48 This principle, widely known across the Atlantic as the principle of lenity, is frequently invoked in legal argument, but certainly not uniformly applied. Whereas Blackstone stated this to be a general canon of statutory construction (“Penal statutes must be construed strictly”: Commentaries on the Laws of England, I.88), Justice Scalia included it in his discussion of “Assorted Canards of Contemporary Legal Analysis”, 40 Case Western Reserve L. Rev. (1989–90). For interesting discussion, see further Newland, Sarah, “The Mercy of Scalia: Statutory Construction and the Rule of Lenity”, 29 Harv. C.R.–C.L. L. Rev. 197 (1994)Google Scholar; Solan, Lawrence M., “Law, Language and Lenity”, 40 Wm & Mary L. Rev. 57 (1998–1999)Google Scholar.
49 See Sir Arthur Conan Doyle, ‘Silver Blaze’ in The Memoirs of Sherlock Holmes (London 1894).
50 A not dissimilar argument has been used to show the high unlikelihood that, in employing the term “person” in s. 100(1) of the Criminal Justice Act 2003, the legislature intended to refer to the dead: Munday, Roderick, “The Quick and the Dead: Who Counts as a ‘Person’ under Section 100 of the Criminal Justice Act 2003?” [2007] J. Crim. Law 238CrossRefGoogle Scholar.

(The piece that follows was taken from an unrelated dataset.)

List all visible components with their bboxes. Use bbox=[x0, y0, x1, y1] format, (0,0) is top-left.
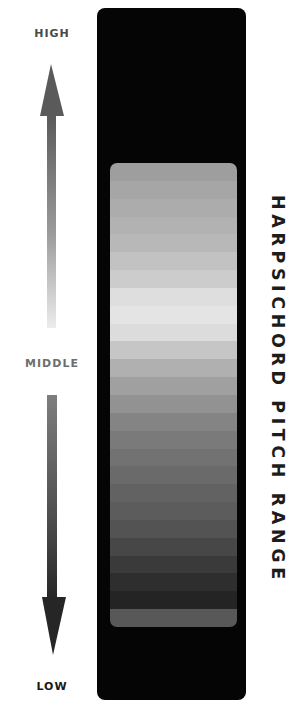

51 Although the drafting of s. 1(1) of the Restriction of Offensive Weapons Act 1959, had it been drawn to ministerial attention, might immediately have been seen to be defective, almost certainly this would not have been a suitable case for invoking the doctrine clarified by the House of Lords in Inco Europe Ltd. v First Choice Distribution [2000] 1 W.L.R. 586, whereby exceptionally a court may read words into an enactment to correct an obvious drafting error and to give effect to the legislature's undoubted intention. As Lord Nicholls noted in Inco, “the courts exercise considerable caution before adding or omitting or substituting words” (ibid., p. 592. See also R (W) v Leeds Crown Court [2012] 1 W.L.R. 2786 at [46]–[47] per Sir Anthony May P.) Lord Nicholls stipulated that, before exercising this power, a court had to be “abundantly sure” of three matters: (i) the intended purpose of the relevant provision; (ii) the fact that, through inadvertence, the draftsman had failed to give effect to the intended purpose of that provision; and (iii) “the substance of the provision Parliament would have made, although not necessarily the precise words Parliament would have used, had the error in the Bill been noticed.” The presence of a united body of authority, consisting of statute and case law, indicating that the phrase “offer for sale” has an established technical meaning, which the legislature must be taken to know, would militate against such a course – even if the courts today appear more willing to step in to rectify perceived Parliamentary oversights: see further, Munday, Roderick, “Appealing Contempt of Court: Parliament's Homeric Nod” [2012] Stat. L.R. 345, 359–61Google Scholar.